Mahatma Gandhi. By Elliott & Fry (see [1]), Public domain, via Wikimedia Commons.

As Bimal Prasad writes in his analysis of the leadership qualities of Jayaprakash Narayan.

While Gandhi led India to freedom and Nehru laid the foundations of a modern, democratic state, it was left to J.P. to go on struggling for the establishment of a social order in India, of which both Gandhi and Nehru had dreamt.  The dominant feature of his political life extending over half a century was a quest for a revolution which would usher in a just social order, enshrining equality as well as freedom.”

In the years prior to Independence, he moved around the country, helping to set up an underground network of activists.  He was first put in jail in 1932 by the British; again in 1940 for 9 months and then moved into a prison camp where he fasted for nearly one month demanding the release of other prisoners.  He escaped from the camp but was re-arrested in 1943 and released only in April 1946 when negotiations between the Indian Congress leaders, especially Nehru  and the British were well under way. 

Jayaprakash Narayan had always stressed that independence could not be granted by England.  Independence could come only by a seizure of power, led especially by peasants. J.P. opposed the idea of dividing British India into India and Pakistan, but his release from prison was too late for him to have any influence on the negotiations.

Democratic Socialism.

When not in prison, he had organized a Marxist current within the Congress Movement, called the Socialist Congress Party.  Jayaprakash Narayan  had already in the mid 1930s become highly critical of the Stalinist government of the USSR, its emphasis on State-ownership of heavy industry, its collectivization of agriculture, the “Moscow trials” of former party leaders, and the efforts of Stalin to control all Marxist movements abroad.  Thus J.P. put his emphasis on what he called “Democratic Socialism” and stopped calling himself a Marxist.

J.P. by temperament was not attracted to parliamentary life with its maneuvering for power and position.  He did not stand for elections and refused an offer by Nehru to enter the government as a minister.  He was always an advocate of decentralization and the idea of local leadership in the form of “village republics”.  Thus, when a close co-workers  with Gandhi, Vinoba Bhave, began the Bhoodan (land gift) movement in 1951 he joined the effort to have land owners give some of their land to the landless.  
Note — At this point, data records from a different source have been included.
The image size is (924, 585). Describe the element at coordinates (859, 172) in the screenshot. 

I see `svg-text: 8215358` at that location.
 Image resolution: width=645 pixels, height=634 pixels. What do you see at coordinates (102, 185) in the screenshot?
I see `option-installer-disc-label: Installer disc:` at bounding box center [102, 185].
He left the re-named Socialist Party, which in any case by 1955 had disintegrated into factions and had largely disappeared from the political scene.  J.P. also was out of sight of those interested in politics until 1974.  Then in 1974, dismayed by what he said was:

dishonesty, corruption, manipulation of the masses, naked struggle for personal power and personal gain”.

he decided to act politically.  He added:

The permissible limits have already been crossed in this country.” 

 

He called upon students to push for the dissolution of the Bihar Assembly (his home state) the Vidhan Sabhap.  He created what he called the Sampona Kranti, the Total Revolution Movement.  The movement started spreading, and the Prime Minister, Indira Gandhi, Nehru’s daughter, declared an Emergency, allowing for strong restrictions on civil liberty. Although J.P. had been close to Nehru and looked upon Indira Gandhi as his niece, he was critical of her way of functioning.  J.P. was arrested but then released because of his ill health.  The Emergency lasted from June 1975 until January 1977.

J.P.’s last years until his 1979 death were those of ill health and sadness.  There had not been a Total Revolution nor had village republics been created.

However, his goal lives on.

The problem is to put man in touch with man, so that they may live together in meaningful, understandable, controllable relationships. In short, the problem is to recreate the human community.”

Vinoba Bhave Jawaharlal Nehru with Vinoba Bhave at the Paunar Ashram. By Unknown authorUnknown author, Public domain, via Wikimedia Commons.

Note:

(1) Bimal Prasad. Gandhi, Nehru, and J.P. Studies in Leadership.
(
Delhi: Chanakya Publications, 1985)

 

Rene Wadlow, President, Association of World Citizens.

 

Here are other publications that may be of interest to you.